Use multi-agent workflows when: the task is too long to fit in a single context window, the work can be parallelized across independent subtasks, the task recurs regularly and benefits from a defined process, or different parts of the task require different specialized approaches. For simple, one-off tasks, a direct conversation is usually faster.

How does Claude Code ensure transparency in multi-agent runs?

Because workflow instructions are stored in plaintext files in your repo, they’re fully inspectable and version-controlled. During execution, Claude Code logs the tools it invokes, the files it reads, and the commands it runs. You can see exactly what each agent was told to do and what it did — unlike opaque pipeline automation tools.

Is the /workflows command built into Claude Code or custom?

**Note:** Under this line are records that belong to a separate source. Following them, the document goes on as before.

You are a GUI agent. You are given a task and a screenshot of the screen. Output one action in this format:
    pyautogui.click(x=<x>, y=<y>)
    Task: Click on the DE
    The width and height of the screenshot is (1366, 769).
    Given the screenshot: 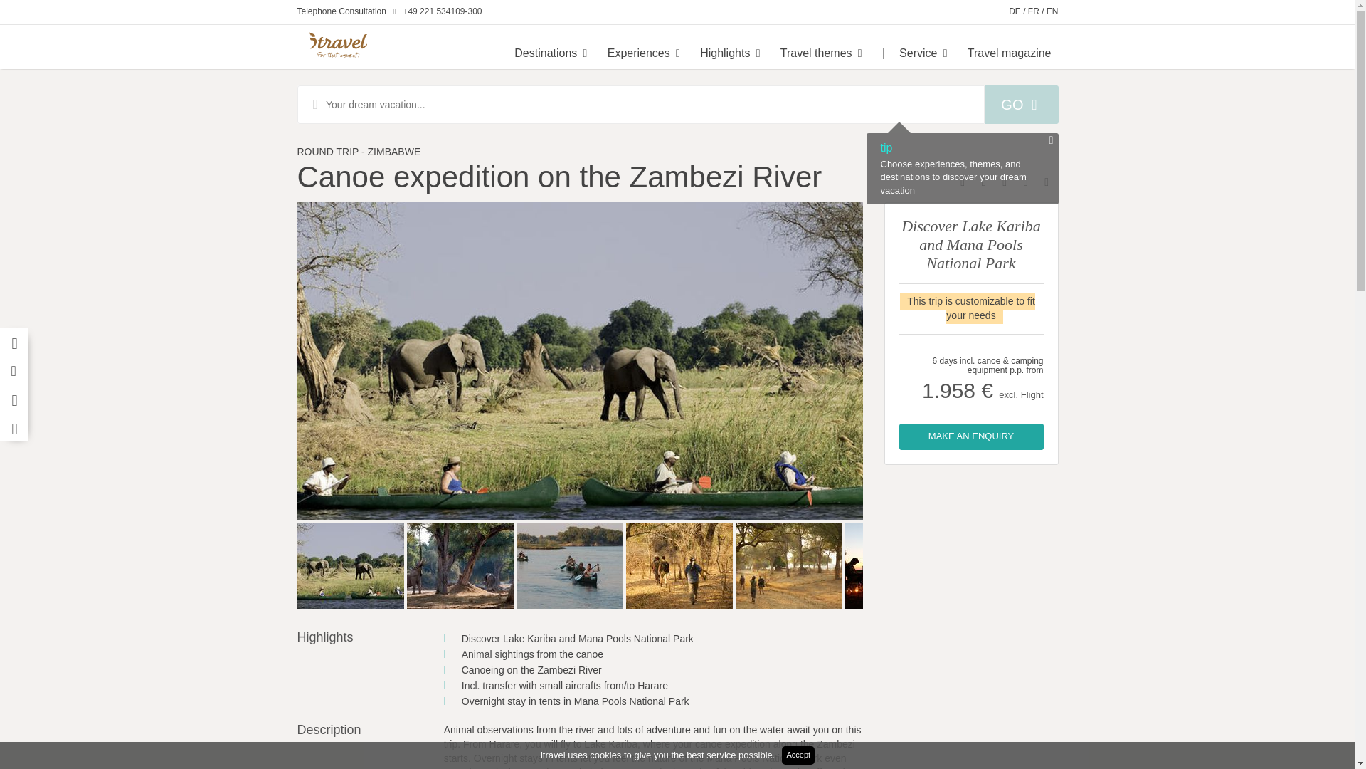 What is the action you would take?
    pyautogui.click(x=1015, y=11)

Custom slash commands — including /workflows — are user-defined. Claude Code ships with a set of built-in commands, but the /workflows pattern is something developers create and configure themselves using the custom command system. This means you control the logic entirely, and you can maintain different workflow files for different project types or team conventions.


Key Takeaways

  • The /workflows command in Claude Code is a custom slash command that loads pre-written orchestration logic from a Markdown file, letting you invoke multi-step, multi-agent workflows on demand.
  • Claude Code’s multi-agent system uses an orchestrator–subagent model where Claude coordinates specialized agents, runs them in parallel, and synthesizes their outputs.
  • Workflow files are version-controlled, transparent, and fully editable — giving teams a reproducible, auditable way to standardize AI-assisted processes.
  • Use /workflows for long-horizon tasks, parallel work, and repeatable processes. Skip it for simple, one-shot tasks.
  • Tools like MindStudio’s Agent Skills Plugin extend Claude Code workflows into the broader business layer — handling integrations, infrastructure, and automation without extra plumbing.

If you’re building multi-agent workflows and want to connect them to external tools and services without managing the infrastructure yourself, MindStudio is worth exploring.